I've switched to microsoft SignalR

sampajano commented 2 years ago

From chatting with the team, it sounds like the most likely reason why the entire streaming body is retained is due to us still using XHR (which is known to keep the entire body in memory).

Switching to fetch() (tracked in https://github.com/grpc/grpc-web/issues/1134) would likely address this issue (among other benefits).

I'll try to verify the theory and take a stab at switching us to fetch() in the near future. :)

caesuric commented 2 years ago

And just out of curiosity, for people on this thread, i wonder what's the typical duration of your stream, which you'd refer to as a "long-running" stream? And generally speaking, after how much time/ data transferred do you typically start to see this causing real issues? (Update: I just saw @caesuric mentioned about half to one hour stream, but i'm wondering if that's also when others observe this issue starts to manifest) Thanks! :)

We have a requirement to run our entire system for 30 days nonstop in a future test, and I saw this bug while investigating scalability of the web client for that test. There is probably no need to have the web client run continuously for that entire time (since just refreshing the client fixed the issue) but it is worth noting the general time scale we are operating on. I believe the XHR calls started to dramatically slow down as the size of the stream approached a gigabyte or so. (We need to make our data transfers somewhat more byte-efficient but it was obvious that just reducing the size a bit wasn't going to get us enough mileage in terms of time scalability.)

One other concern I do have is whether this is also a problem on the other language-specific gRPC implementations we are using, which I haven't looked into yet. I am assuming it's not an issue there since this is not how streams generally work.

thoralt commented 2 years ago

And just out of curiosity, for people on this thread, i wonder what's the typical duration of your stream, which you'd refer to as a "long-running" stream? And generally speaking, after how much time/ data transferred do you typically start to see this causing real issues? (Update: I just saw @caesuric mentioned about half to one hour stream, but i'm wondering if that's also when others observe this issue starts to manifest) Thanks! :)

Our last project involved tracking large amounts of physical objects (>10,000) in real time and displaying their positions in a browser. This created a steady stream of positional data with a bandwith of >1 MB/s. After accumulating a few hundred megabytes over the course of minutes to hours the browser became more and more unresponsive because its CPU usage increased dramatically.

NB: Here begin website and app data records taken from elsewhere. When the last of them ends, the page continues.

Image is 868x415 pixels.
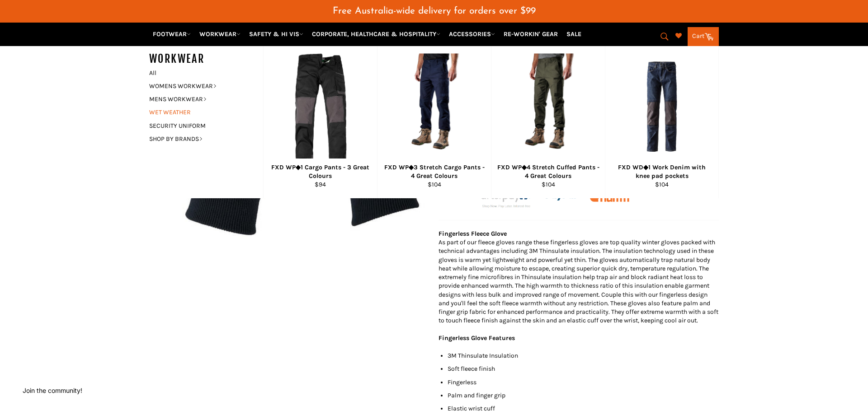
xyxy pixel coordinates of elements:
a: FXD WD◆1 Work Denim with knee pad pockets - Workin' Gear FXD WD◆1 Work Denim with knee pad pocket... [605,42,719,198]
li: Palm and finger grip [448,391,719,400]
a: SECURITY UNIFORM [145,119,254,132]
a: WET WEATHER [145,106,254,119]
strong: Fingerless Fleece Glove [439,230,507,237]
a: WORKWEAR [196,26,244,42]
a: ACCESSORIES [445,26,499,42]
div: FXD WP◆4 Stretch Cuffed Pants - 4 Great Colours [497,163,599,180]
a: CORPORATE, HEALTHCARE & HOSPITALITY [309,26,444,42]
a: Cart [687,27,719,46]
a: RE-WORKIN' GEAR [500,26,562,42]
div: $104 [611,180,713,189]
div: $104 [383,180,485,189]
img: FXD WP◆1 Cargo Pants - 4 Great Colours - Workin' Gear [292,54,349,160]
a: SAFETY & HI VIS [246,26,307,42]
h5: WORKWEAR [149,52,263,67]
div: $94 [269,180,371,189]
a: FOOTWEAR [149,26,195,42]
li: Fingerless [448,378,719,387]
div: FXD WP◆3 Stretch Cargo Pants - 4 Great Colours [383,163,485,180]
img: Afterpay-Logo-on-dark-bg_large.png [480,189,535,209]
img: FXD WP◆3 Stretch Cargo Pants - 4 Great Colours - Workin' Gear [399,54,470,160]
li: Soft fleece finish [448,365,719,374]
a: FXD WP◆4 Stretch Cuffed Pants - 4 Great Colours - Workin' Gear FXD WP◆4 Stretch Cuffed Pants - 4 ... [491,42,605,198]
button: Join the community! [23,387,82,394]
div: FXD WD◆1 Work Denim with knee pad pockets [611,163,713,180]
a: SHOP BY BRANDS [145,132,254,146]
a: All [145,67,263,80]
span: Free Australia-wide delivery for orders over $99 [333,7,536,16]
a: WOMENS WORKWEAR [145,80,254,92]
div: $104 [497,180,599,189]
a: FXD WP◆3 Stretch Cargo Pants - 4 Great Colours - Workin' Gear FXD WP◆3 Stretch Cargo Pants - 4 Gr... [377,42,491,198]
strong: Fingerless Glove Features [439,334,515,343]
a: SALE [563,26,585,42]
img: FXD WP◆4 Stretch Cuffed Pants - 4 Great Colours - Workin' Gear [513,54,584,160]
div: FXD WP◆1 Cargo Pants - 3 Great Colours [269,163,371,180]
a: FXD WP◆1 Cargo Pants - 4 Great Colours - Workin' Gear FXD WP◆1 Cargo Pants - 3 Great Colours $94 [263,42,377,198]
li: 3M Thinsulate Insulation [448,351,719,360]
img: FXD WD◆1 Work Denim with knee pad pockets - Workin' Gear [616,61,707,152]
a: MENS WORKWEAR [145,92,254,106]
li: Elastic wrist cuff [448,405,719,413]
p: As part of our fleece gloves range these fingerless gloves are top quality winter gloves packed w... [439,229,719,343]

sampajano commented 2 years ago

@caesuric @thoralt Thanks so much for the additional info! It's very helpful! :)


I've discussed the possibility of switching to using Fetch/streams with the team, and here's some brief takeaways:

We'll keep the conversation open and circle back as we progressively make improvements to our fetch library in Closure.

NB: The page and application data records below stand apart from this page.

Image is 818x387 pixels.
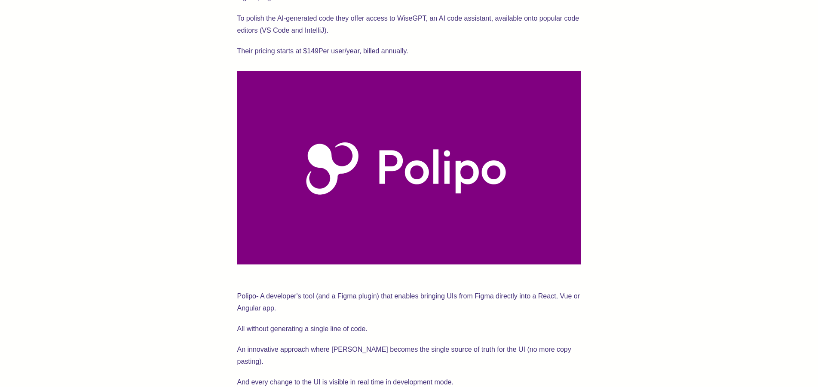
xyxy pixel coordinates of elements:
[237,71,581,264] img: Polipo logo
[237,12,581,37] p: To polish the AI-generated code they offer access to WiseGPT, an AI code assistant, available ont...
[237,292,256,300] a: Polipo
[237,45,581,57] p: Their pricing starts at $149Per user/year, billed annually.
[237,343,581,368] p: An innovative approach where [PERSON_NAME] becomes the single source of truth for the UI (no more...
[237,278,581,314] p: - A developer's tool (and a Figma plugin) that enables bringing UIs from Figma directly into a Re...
[237,323,581,335] p: All without generating a single line of code.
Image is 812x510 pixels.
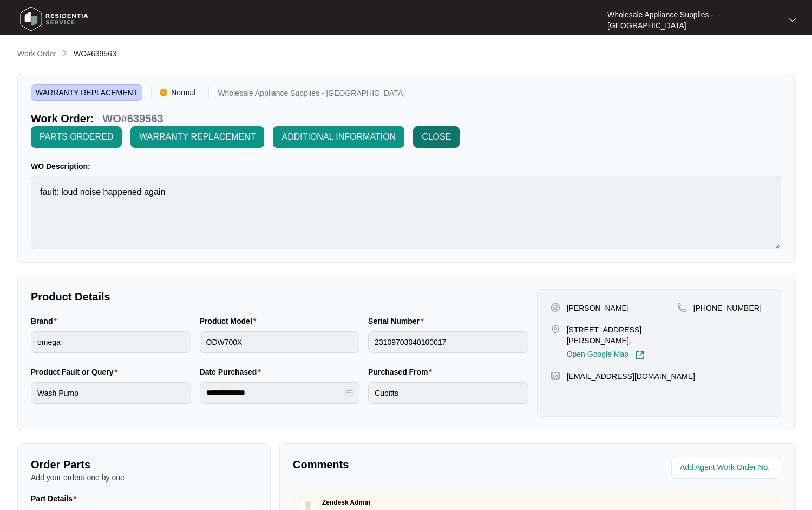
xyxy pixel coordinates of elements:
[207,387,344,398] input: Date Purchased
[31,382,191,404] input: Product Fault or Query
[550,303,561,313] img: user-pin
[567,370,695,381] p: [EMAIL_ADDRESS][DOMAIN_NAME]
[16,48,59,60] a: Work Order
[789,17,796,23] img: dropdown arrow
[31,84,143,101] span: WARRANTY REPLACEMENT
[31,367,122,377] label: Product Fault or Query
[567,303,629,313] p: [PERSON_NAME]
[199,331,360,353] input: Product Model
[550,370,561,380] img: map-pin
[199,367,265,377] label: Date Purchased
[16,3,92,35] img: residentia service logo
[31,175,781,249] textarea: fault: loud noise happened again
[282,131,396,143] span: ADDITIONAL INFORMATION
[39,131,113,143] span: PARTS ORDERED
[31,289,529,304] p: Product Details
[677,303,687,313] img: map-pin
[422,131,451,143] span: CLOSE
[368,315,428,326] label: Serial Number
[322,498,370,506] p: Zendesk Admin
[31,315,61,326] label: Brand
[31,493,81,504] label: Part Details
[218,90,405,101] p: Wholesale Appliance Supplies - [GEOGRAPHIC_DATA]
[31,161,781,172] p: WO Description:
[693,303,762,313] p: [PHONE_NUMBER]
[567,350,645,360] a: Open Google Map
[31,472,257,483] p: Add your orders one by one
[139,131,255,143] span: WARRANTY REPLACEMENT
[550,324,561,334] img: map-pin
[368,331,529,353] input: Serial Number
[31,331,191,353] input: Brand
[368,367,436,377] label: Purchased From
[607,9,779,31] p: Wholesale Appliance Supplies - [GEOGRAPHIC_DATA]
[60,48,69,58] img: chevron-right
[413,126,460,148] button: CLOSE
[131,126,264,148] button: WARRANTY REPLACEMENT
[635,350,645,360] img: Link-External
[199,315,261,326] label: Product Model
[160,90,166,96] img: Vercel Logo
[679,461,775,473] input: Add Agent Work Order No.
[368,382,529,404] input: Purchased From
[73,49,116,58] span: WO#639563
[272,126,404,148] button: ADDITIONAL INFORMATION
[31,126,122,148] button: PARTS ORDERED
[31,111,93,126] p: Work Order:
[166,84,199,101] span: Normal
[31,457,257,472] p: Order Parts
[293,457,529,472] p: Comments
[567,324,677,345] p: [STREET_ADDRESS][PERSON_NAME],
[102,111,163,126] p: WO#639563
[17,48,57,59] p: Work Order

Hope that makes sense.. :)

caesuric commented 2 years ago

@sampajano thanks for the updates. I appreciate the transparency.

avm99963 commented 2 years ago

I just saw this issue (I wish GitHub notified me when an issue I'm subscribed to was mentioned in another one). I also appreciate the transparency @sampajano!

sampajano commented 2 years ago

I just saw this issue (I wish GitHub notified me when an issue I'm subscribed to was mentioned in another one). I also appreciate the transparency @sampajano!

Thanks for the support @avm99963! 😃 I've added a comment to the issue you subscribed to just in case others also missed this update 😃

tommie commented 2 years ago

Fetch might have some feature gaps like cancellations, which could potentially be fixed but might still cause regressions.

Cancellation specifically seems broadly supported: https://caniuse.com/mdn-api_fetch_init_signal_parameter

undefined-user1 commented 2 months ago

Is this project abandoned? This seems like quite a sad thing to have to work around :/

sampajano commented 2 months ago

@undefined-user1 Thanks for your interest here. :)

No the project is not abandoned :)

We're working on Typescript migration. After which, better Fetch/service worker support would be high on the list.